Charles Rice-González
Charles Rice-González, born in Puerto Rico and reared in the Bronx, is a writer, long-time LGBTQ activist, and co-founder of BAAD! His novel, Chulito, received recognition from the American Library Association and the National Book Critics Circle. He has edited and been featured in nearly a dozen volumes and has received numerous awards for his writing and activism, including the Lambda Literary Foundation's Dr. Betty Berzon Emerging Writer Award, an award from the New York City Council, the Men(cion) Award from 100 Hispanic Women, a Gay City News Impact Award, and a Lannan Foundation Fellowship. He is an Asst. Professor at Hostos Community College – CUNY where he teaches in the English Department.
Ramón H. Rivera-Servera
Ramón H. Rivera-Servera is Dean Designate at the College of Fine Arts at The University of Texas at Austin, where he researches 20th and 21st Century performance in North America and the Caribbean with special emphasis on race, ethnicity, gender, and sexuality. He is author of Performing Queer Latinidad: Dance, Sexuality, Politics (University of Michigan Press, 2012), a study of the role performance played in the development of Latina/o queer publics in the United States from the mid-1990s to the early 2000s. He is currently completing a book manuscript, Reggaetón’s Queer Turn: Sexuality, Abstraction, and Contemporary Art in the Circum-Caribbean, which pursues feminist and queer uptakes of the popular music and dance cultures of reggaetón in circum-Caribbean contemporary art to theorize the role of black aesthetics in the sexual cultural politics of the Spanish speaking Caribbean and its diaspora.
Rhina Valentin
Rhina Valentin is a Native New Yorker Afro-Boricuan embracing her Black, Indigenous, and European ancestry, as well as a leading figure in New York City’s entertainment industry. She’s a mother, comedienne, producer, director, writer and dancer.
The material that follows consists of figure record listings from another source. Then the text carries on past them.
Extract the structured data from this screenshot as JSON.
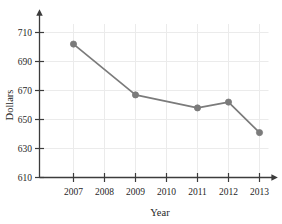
{
  "chart_data": {
    "type": "line",
    "title": "",
    "xlabel": "Year",
    "ylabel": "Dollars",
    "categories": [
      "2007",
      "2008",
      "2009",
      "2010",
      "2011",
      "2012",
      "2013"
    ],
    "x": [
      2007,
      2008,
      2009,
      2010,
      2011,
      2012,
      2013
    ],
    "series": [
      {
        "name": "Dollars",
        "points": [
          {
            "x": "2007",
            "y": 702
          },
          {
            "x": "2009",
            "y": 667
          },
          {
            "x": "2011",
            "y": 658
          },
          {
            "x": "2012",
            "y": 662
          },
          {
            "x": "2013",
            "y": 641
          }
        ]
      }
    ],
    "ylim": [
      610,
      716
    ],
    "xlim": [
      2006.4,
      2013.6
    ],
    "yticks": [
      610,
      630,
      650,
      670,
      690,
      710
    ],
    "ytick_labels": [
      "610",
      "630",
      "650",
      "670",
      "690",
      "710"
    ],
    "xticks": [
      2007,
      2008,
      2009,
      2010,
      2011,
      2012,
      2013
    ],
    "xtick_labels": [
      "2007",
      "2008",
      "2009",
      "2010",
      "2011",
      "2012",
      "2013"
    ],
    "grid": true,
    "grid_axes": "both",
    "legend": false,
    "legend_position": "none",
    "marker": "circle",
    "markers_at": [
      "2007",
      "2009",
      "2011",
      "2012",
      "2013"
    ],
    "axis_arrows": {
      "x": "right",
      "y": "up"
    }
  },
  "colors": {
    "line": "#7b7b7b",
    "marker": "#7b7b7b",
    "grid": "#ebebeb",
    "axis": "#3c3c3c",
    "text": "#1f1f1f",
    "background": "#ffffff"
  },
  "axes": {
    "y_title": "Dollars",
    "x_title": "Year"
  }
}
As an award-winning artist and performer, Rhina has captured audiences with her humor while discussing adversity with honesty, representing the values of working-class women-of-color. Accolades she has received include the All Inclusive Change Maker Award, a 25 Bronx Influential Women Award, a Woman of Today Award, and a Change Agent Award from Color Magazine. This year, she was named the Creative New Yorker for New York by the Citizens' Committee for NYC. She has been featured on national television, including HBO and nationally syndicated commercials. Since 2006, she has hosted the popular Open Friday talk show on BronxNet TV.